Normally, client auth is not allowed on a PKI-class ciphersuite, if the server has not performed server auth. (In a mix of PKIand non-pki ciphersuites -during a change-ciher-spec between the two - things are admittedly more ambiguous.)

On a PKI-class limited renegotiation case (or a session resumption case), server auth is implied, of course - assuming both enc and mac ciphers mechanism are not NULL.

For SSL3 using the RSA ciphersuites, one can ask for client auth on handshake#2, without having provided server cert chain on that second 'shake; server auth being established in the TLS resumed session (and renewed Connection) state.

(I've still simply (and honestly) no idea what TLS1.0 TLS1.1 (or either of those stds with their "RFC updates" demands) being entirely different beasts to SSL3.)

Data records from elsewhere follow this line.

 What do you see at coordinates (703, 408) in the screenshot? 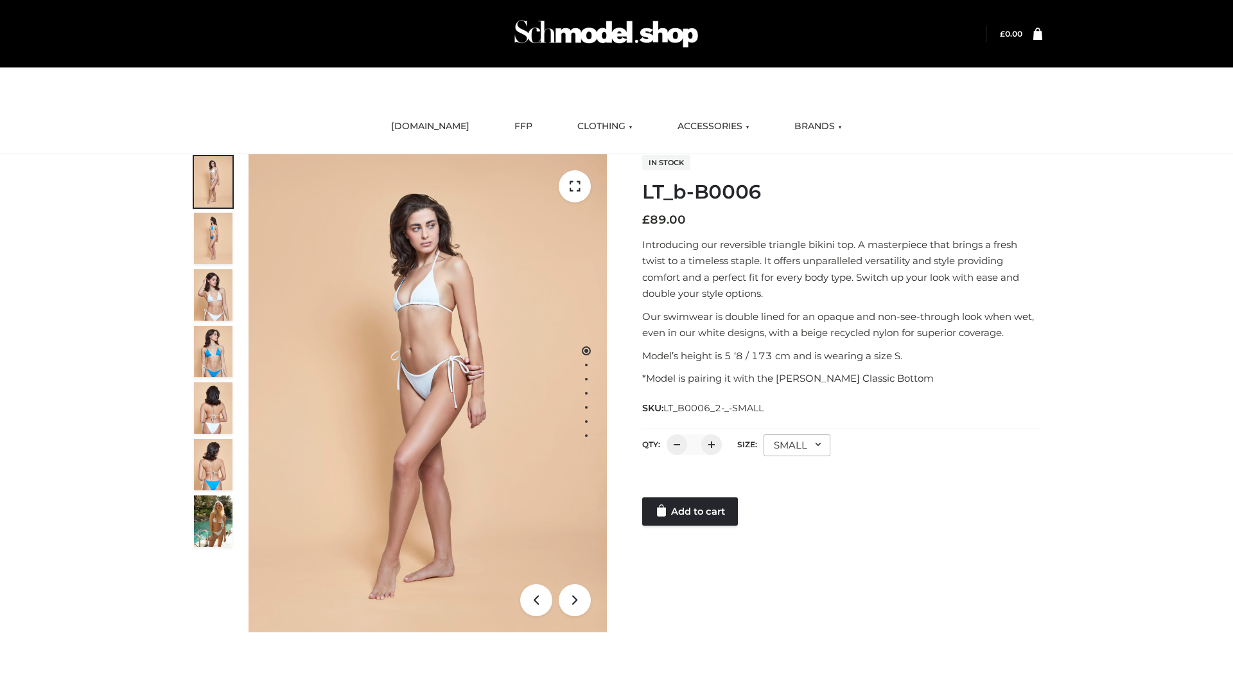
I see `span: SKU:` at bounding box center [703, 408].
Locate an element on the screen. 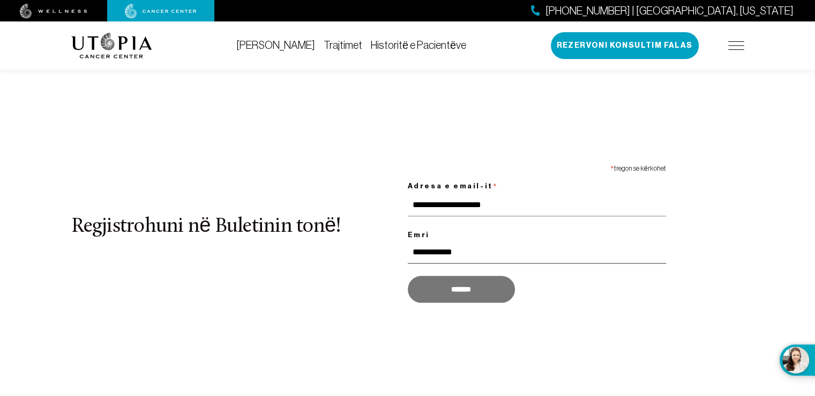 The height and width of the screenshot is (396, 815). font: tregon se kërkohet is located at coordinates (640, 168).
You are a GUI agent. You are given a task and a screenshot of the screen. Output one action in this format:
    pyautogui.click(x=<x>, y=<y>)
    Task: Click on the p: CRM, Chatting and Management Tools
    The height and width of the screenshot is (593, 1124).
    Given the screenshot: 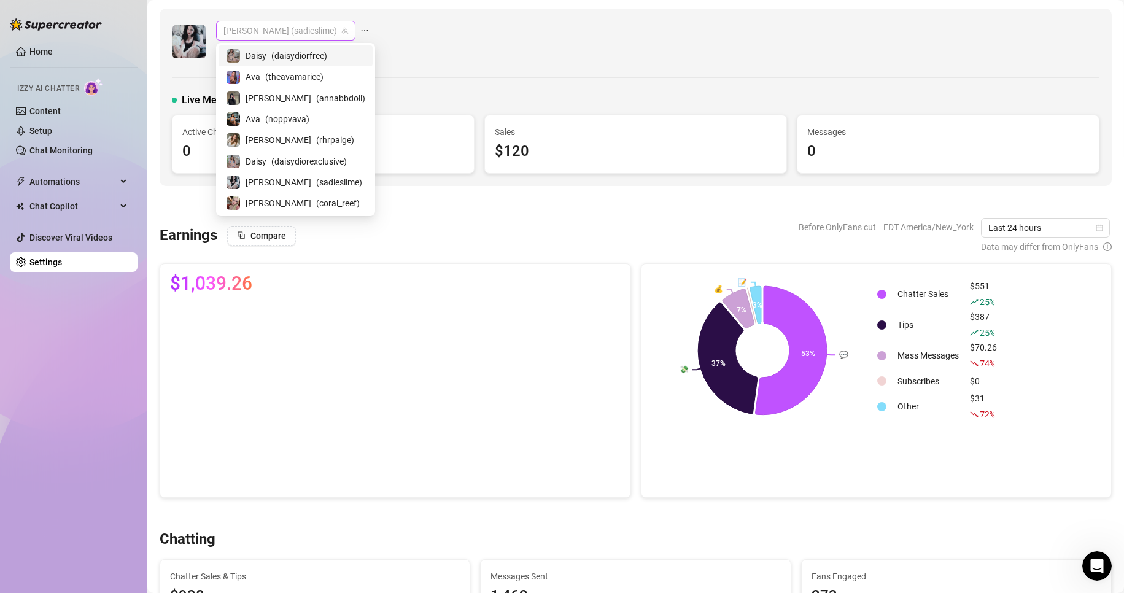 What is the action you would take?
    pyautogui.click(x=115, y=239)
    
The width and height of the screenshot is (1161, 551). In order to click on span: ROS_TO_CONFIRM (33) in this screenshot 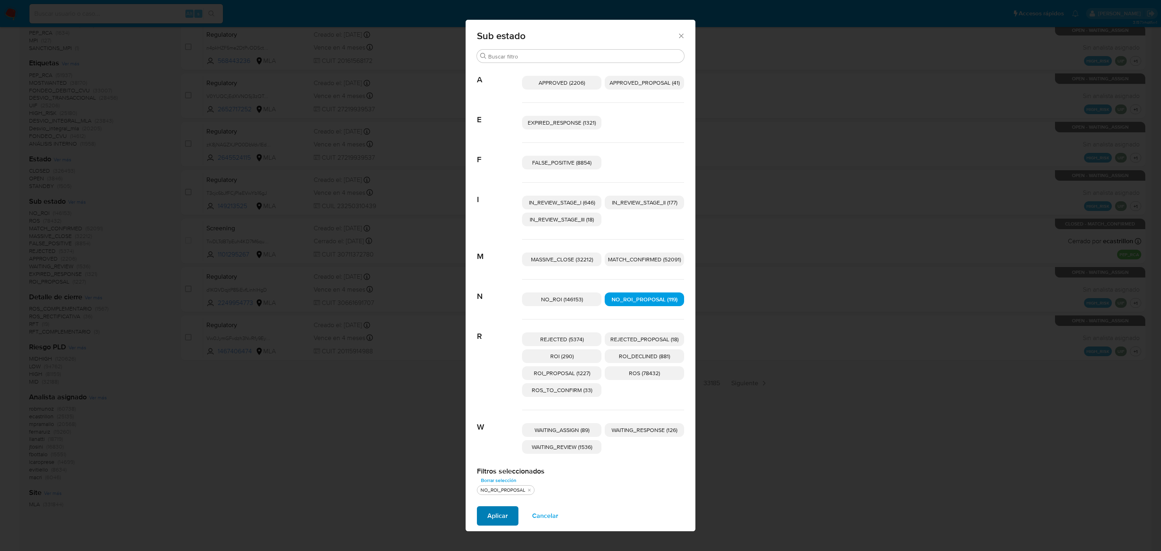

What https requires - and then what SLS3/TLSx.y+upd. requires - are of course different things. By virtue of its definition, https or other "SSL application" gets to set what the usage profile and the cert requirements are for an SSL/TLS layer 4.51 port. "Usage profile" includes: constraints on cert contents, cert chains rules,root certs, TLS transport handling, handling of cleartext and SSLtext data upon TLS upgrade/downgrade events (LDAP, HTTP1.1). By analogy, the implementor of https gets to set rules like: (1) client cert always requires a new handshake, even on the same TLS Transport connection (2) new server auth via certs is also required, on that second round


----- Original Message -----
From: "Bodo Moeller" <bmoeller@xxxxxxx>
To: "Martin Rex" <martin.rex@xxxxxxx>
Cc: <tls@xxxxxxxx>
Sent: Wednesday, December 20, 2006 4:36 AM
Subject: Re: [TLS] Comments on TLS identity protection

On Tue, Dec 19, 2006 at 10:15:01PM +0100, Martin Rex wrote:

However, as you say in most cases the request for client auth
is contingent upon seeing the request and so a rehandshake is
required here in any case. A one-pass protocol wouldn't work
here.

I had the same thought but completely failed to point this out.

In the not uncommon case with IIS renegotiating after having
evaluated the HTTP(S)-request, [...]

This, by the way, applies not only to IIS servers.  The Apache HTTP
server with mod_ssl can also be configured to request client
certificates only for specific requests, which of course is achieved
through a renegotiation.  This approach is reasonable not only for
HTTP applications: An SMTP server supporting TLS might perform
certificate-based client authentication only when used as a mail
relay, and finish without attempting client authentication if
a connection only involves local mail delivery.